Control to the point of illegal and illegitimate pronouncements?

I showed you where the NM Constitution forbids any law from abridging the right of the Citizen to bear arms; how then could they legitimately prosecute under the law?

But, consider the case of Stephanie Miller, where the judge threatened to hold her in contempt for supporting/assisting-with her 12 year-old son's decision to be baptized.
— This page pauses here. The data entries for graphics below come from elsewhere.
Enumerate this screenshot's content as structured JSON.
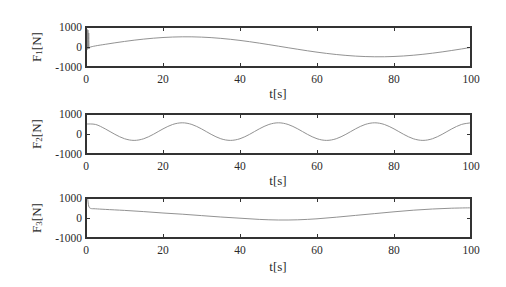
{
  "style": {
    "background": "#ffffff",
    "axes_color": "#333333",
    "line_color": "#8c8c8c",
    "text_color": "#2a2a2a"
  },
  "chart_data": [
    {
      "type": "line",
      "title": "",
      "xlabel": "t[s]",
      "ylabel": "F1[N]",
      "ylabel_parts": {
        "base": "F",
        "sub": "1",
        "unit": "[N]"
      },
      "xlim": [
        0,
        100
      ],
      "ylim": [
        -1000,
        1000
      ],
      "xticks": [
        0,
        20,
        40,
        60,
        80,
        100
      ],
      "xtick_labels": [
        "0",
        "20",
        "40",
        "60",
        "80",
        "100"
      ],
      "yticks": [
        -1000,
        0,
        1000
      ],
      "ytick_labels": [
        "-1000",
        "0",
        "1000"
      ],
      "grid": false,
      "legend": null,
      "series": [
        {
          "name": "F1",
          "x": [
            0,
            0.1,
            0.2,
            0.3,
            0.4,
            0.5,
            0.6,
            0.7,
            0.8,
            1.0,
            2.5,
            5,
            7.5,
            10,
            12.5,
            15,
            17.5,
            20,
            22.5,
            25,
            27.5,
            30,
            32.5,
            35,
            37.5,
            40,
            42.5,
            45,
            47.5,
            50,
            52.5,
            55,
            57.5,
            60,
            62.5,
            65,
            67.5,
            70,
            72.5,
            75,
            77.5,
            80,
            82.5,
            85,
            87.5,
            90,
            92.5,
            95,
            97.5,
            100
          ],
          "y": [
            0,
            900,
            -100,
            880,
            -120,
            850,
            -80,
            700,
            -40,
            -10,
            57,
            134,
            209,
            278,
            341,
            395,
            440,
            475,
            498,
            509,
            508,
            494,
            469,
            432,
            385,
            329,
            265,
            194,
            119,
            41,
            -37,
            -114,
            -189,
            -258,
            -321,
            -375,
            -420,
            -455,
            -478,
            -489,
            -488,
            -474,
            -449,
            -412,
            -365,
            -309,
            -245,
            -174,
            -99,
            -21
          ]
        }
      ]
    },
    {
      "type": "line",
      "title": "",
      "xlabel": "t[s]",
      "ylabel": "F2[N]",
      "ylabel_parts": {
        "base": "F",
        "sub": "2",
        "unit": "[N]"
      },
      "xlim": [
        0,
        100
      ],
      "ylim": [
        -1000,
        1000
      ],
      "xticks": [
        0,
        20,
        40,
        60,
        80,
        100
      ],
      "xtick_labels": [
        "0",
        "20",
        "40",
        "60",
        "80",
        "100"
      ],
      "yticks": [
        -1000,
        0,
        1000
      ],
      "ytick_labels": [
        "-1000",
        "0",
        "1000"
      ],
      "grid": false,
      "legend": null,
      "series": [
        {
          "name": "F2",
          "x": [
            0,
            2.5,
            5,
            7.5,
            10,
            12.5,
            15,
            17.5,
            20,
            22.5,
            25,
            27.5,
            30,
            32.5,
            35,
            37.5,
            40,
            42.5,
            45,
            47.5,
            50,
            52.5,
            55,
            57.5,
            60,
            62.5,
            65,
            67.5,
            70,
            72.5,
            75,
            77.5,
            80,
            82.5,
            85,
            87.5,
            90,
            92.5,
            95,
            97.5,
            100
          ],
          "y": [
            500,
            476,
            256,
            -16,
            -236,
            -320,
            -236,
            -16,
            256,
            476,
            560,
            476,
            256,
            -16,
            -236,
            -320,
            -236,
            -16,
            256,
            476,
            560,
            476,
            256,
            -16,
            -236,
            -320,
            -236,
            -16,
            256,
            476,
            560,
            476,
            256,
            -16,
            -236,
            -320,
            -236,
            -16,
            256,
            476,
            560
          ]
        }
      ]
    },
    {
      "type": "line",
      "title": "",
      "xlabel": "t[s]",
      "ylabel": "F3[N]",
      "ylabel_parts": {
        "base": "F",
        "sub": "3",
        "unit": "[N]"
      },
      "xlim": [
        0,
        100
      ],
      "ylim": [
        -1000,
        1000
      ],
      "xticks": [
        0,
        20,
        40,
        60,
        80,
        100
      ],
      "xtick_labels": [
        "0",
        "20",
        "40",
        "60",
        "80",
        "100"
      ],
      "yticks": [
        -1000,
        0,
        1000
      ],
      "ytick_labels": [
        "-1000",
        "0",
        "1000"
      ],
      "grid": false,
      "legend": null,
      "series": [
        {
          "name": "F3",
          "x": [
            0,
            0.4,
            0.7,
            1.2,
            2.5,
            5,
            10,
            15,
            20,
            25,
            30,
            35,
            40,
            45,
            50,
            55,
            60,
            65,
            70,
            75,
            80,
            85,
            90,
            95,
            100
          ],
          "y": [
            1000,
            980,
            600,
            480,
            460,
            430,
            380,
            320,
            250,
            190,
            120,
            50,
            -10,
            -70,
            -100,
            -90,
            -40,
            40,
            130,
            220,
            310,
            390,
            450,
            490,
            510
          ]
        }
      ]
    }
  ]
}
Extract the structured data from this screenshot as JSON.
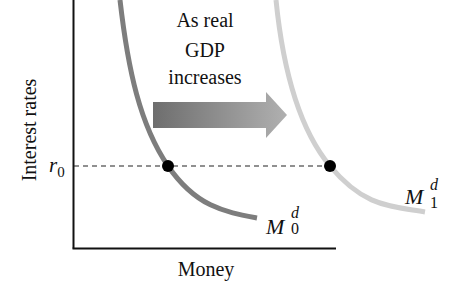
{
  "diagram": {
    "y_axis_label": "Interest rates",
    "x_axis_label": "Money",
    "rate_label": {
      "symbol": "r",
      "subscript": "0"
    },
    "annotation": {
      "line1": "As real",
      "line2": "GDP",
      "line3": "increases"
    },
    "curves": [
      {
        "id": "M0",
        "base": "M",
        "superscript": "d",
        "subscript": "0",
        "color": "#7d7d7d"
      },
      {
        "id": "M1",
        "base": "M",
        "superscript": "d",
        "subscript": "1",
        "color": "#cfcfcf"
      }
    ],
    "colors": {
      "axis": "#111111",
      "dashed_line": "#222222",
      "dot": "#000000",
      "arrow_start": "#6e6e6e",
      "arrow_end": "#b3b3b3"
    }
  }
}
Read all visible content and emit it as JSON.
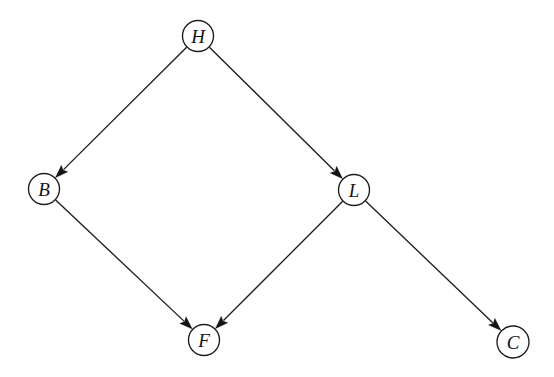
{
  "figure": {
    "kind": "directed-acyclic-graph",
    "background_color": "#ffffff",
    "stroke_color": "#1d1d1d",
    "label_color": "#141414",
    "node_fill": "#ffffff",
    "node_radius": 15.5,
    "width": 554,
    "height": 377
  },
  "nodes": [
    {
      "id": "H",
      "label": "H",
      "cx": 198,
      "cy": 36,
      "r": 15.5
    },
    {
      "id": "B",
      "label": "B",
      "cx": 44,
      "cy": 189,
      "r": 15.5
    },
    {
      "id": "L",
      "label": "L",
      "cx": 354,
      "cy": 190,
      "r": 15.5
    },
    {
      "id": "F",
      "label": "F",
      "cx": 204,
      "cy": 340,
      "r": 15.5
    },
    {
      "id": "C",
      "label": "C",
      "cx": 513,
      "cy": 342,
      "r": 16.0
    }
  ],
  "edges": [
    {
      "id": "H-B",
      "from": "H",
      "to": "B",
      "directed": true
    },
    {
      "id": "H-L",
      "from": "H",
      "to": "L",
      "directed": true
    },
    {
      "id": "B-F",
      "from": "B",
      "to": "F",
      "directed": true
    },
    {
      "id": "L-F",
      "from": "L",
      "to": "F",
      "directed": true
    },
    {
      "id": "L-C",
      "from": "L",
      "to": "C",
      "directed": true
    }
  ],
  "arrow": {
    "length": 13,
    "half_width": 4.6
  }
}
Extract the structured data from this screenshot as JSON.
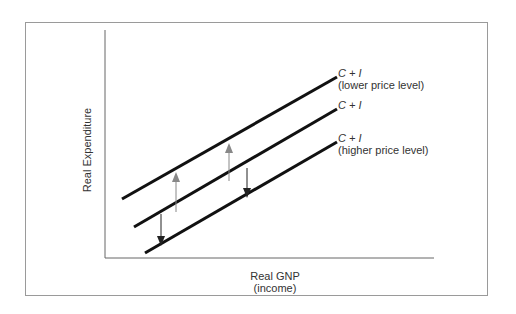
{
  "diagram": {
    "y_axis_label": "Real Expenditure",
    "x_axis_label": "Real GNP",
    "x_axis_sublabel": "(income)",
    "lines": [
      {
        "id": "lower",
        "label_main": "C + I",
        "label_sub": "(lower price level)"
      },
      {
        "id": "middle",
        "label_main": "C + I",
        "label_sub": ""
      },
      {
        "id": "higher",
        "label_main": "C + I",
        "label_sub": "(higher price level)"
      }
    ],
    "arrows": [
      {
        "direction": "up",
        "color": "#888888"
      },
      {
        "direction": "up",
        "color": "#888888"
      },
      {
        "direction": "down",
        "color": "#222222"
      },
      {
        "direction": "down",
        "color": "#222222"
      }
    ]
  }
}
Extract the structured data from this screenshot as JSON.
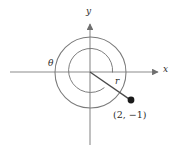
{
  "figure": {
    "kind": "unit-circle-diagram",
    "background_color": "#ffffff",
    "stroke_color": "#6f6f6f",
    "text_color": "#2b2b2b",
    "point_color": "#1a1a1a",
    "axes": {
      "x_label": "x",
      "y_label": "y",
      "origin": {
        "x": 90,
        "y": 72
      },
      "x_axis": {
        "x1": 10,
        "y1": 72,
        "x2": 160,
        "y2": 72,
        "arrow": "right"
      },
      "y_axis": {
        "x1": 90,
        "y1": 145,
        "x2": 90,
        "y2": 22,
        "arrow": "up"
      }
    },
    "circle": {
      "cx": 90.5,
      "cy": 72.5,
      "r": 35.5
    },
    "angle": {
      "symbol": "θ",
      "arc_radius": 22,
      "description": "angle measured from positive x-axis counterclockwise to terminal ray"
    },
    "radius_segment": {
      "label": "r",
      "from": {
        "x": 90,
        "y": 72
      },
      "to": {
        "x": 131,
        "y": 100
      }
    },
    "point": {
      "label": "(2, −1)",
      "x_coord": 2,
      "y_coord": -1,
      "pixel": {
        "x": 131,
        "y": 100
      },
      "dot_radius": 3.4
    }
  }
}
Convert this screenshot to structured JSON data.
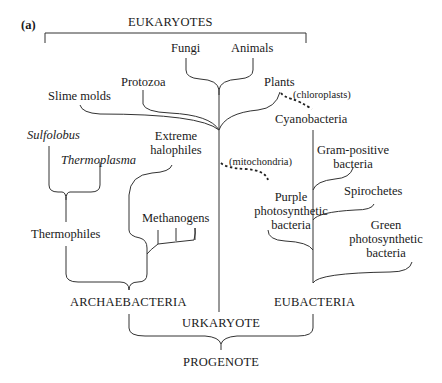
{
  "panel_label": "(a)",
  "diagram": {
    "groups": {
      "eukaryotes": "EUKARYOTES",
      "archaebacteria": "ARCHAEBACTERIA",
      "eubacteria": "EUBACTERIA",
      "urkaryote": "URKARYOTE",
      "progenote": "PROGENOTE"
    },
    "eukaryote_taxa": {
      "fungi": "Fungi",
      "animals": "Animals",
      "protozoa": "Protozoa",
      "slime_molds": "Slime molds",
      "plants": "Plants"
    },
    "archaebacteria_taxa": {
      "sulfolobus": "Sulfolobus",
      "thermoplasma": "Thermoplasma",
      "thermophiles": "Thermophiles",
      "extreme_halophiles": "Extreme\nhalophiles",
      "methanogens": "Methanogens"
    },
    "eubacteria_taxa": {
      "cyanobacteria": "Cyanobacteria",
      "gram_positive": "Gram-positive\nbacteria",
      "spirochetes": "Spirochetes",
      "green_photosynthetic": "Green\nphotosynthetic\nbacteria",
      "purple_photosynthetic": "Purple\nphotosynthetic\nbacteria"
    },
    "endosymbiosis_annotations": {
      "chloroplasts": "(chloroplasts)",
      "mitochondria": "(mitochondria)"
    },
    "line_color": "#333333",
    "text_color": "#1a1a1a"
  }
}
In this thread, I lay out why, despite there being language about religious-upbringing in the divorce settlement it is null and void according to the State's own constitution:

Art 1, Section 3.
That all men have a natural and indefeasible right to worship Almighty God according to the dictates of their own conscience; that no man can of right be compelled to attend, erect, or support any place of worship, or to maintain any minister against his consent; that no human authority can, in any case whatever, control or interfere with the rights of conscience; and that no preference shall ever be given, by law, to any religious establishment or mode of worship.

To assert that this agreement [from the divorce] has any binding force is to reject the above portion of the State's Constitution.
It violates the underlined portion in that it prevents the boy from worshiping according to his own conscience; i.e. that he is prevented from, say, being a Catholic [or trained thereby] if the parents are against it.
It violates the italicized portion in that he is being compelled to support [by his presence] the religious institutions in the agreement.
It violates the bolded part in that the enforcement thereof is reliant upon human authority to control and interfere with those rights of conscience.

She reaped what she sowed.

Perhaps; but the disturbing thing in this case is the court's readiness and willingness to violate the State Constitution so flagrantly.

Such behaviors by judges are intolerable in that they make the supreme laws (constitutions), literally, of no effect.

I find the excusing and/or expectation of such behavior to be both repugnant and indicating that we are in fact under a soft tyranny -- ruled by men, not laws.

380 posted on 07/25/2012 5:18:42 PM PDT by OneWingedShark (Q: Why am I here? A: To do Justly, to love mercy, and to walk humbly with my God.)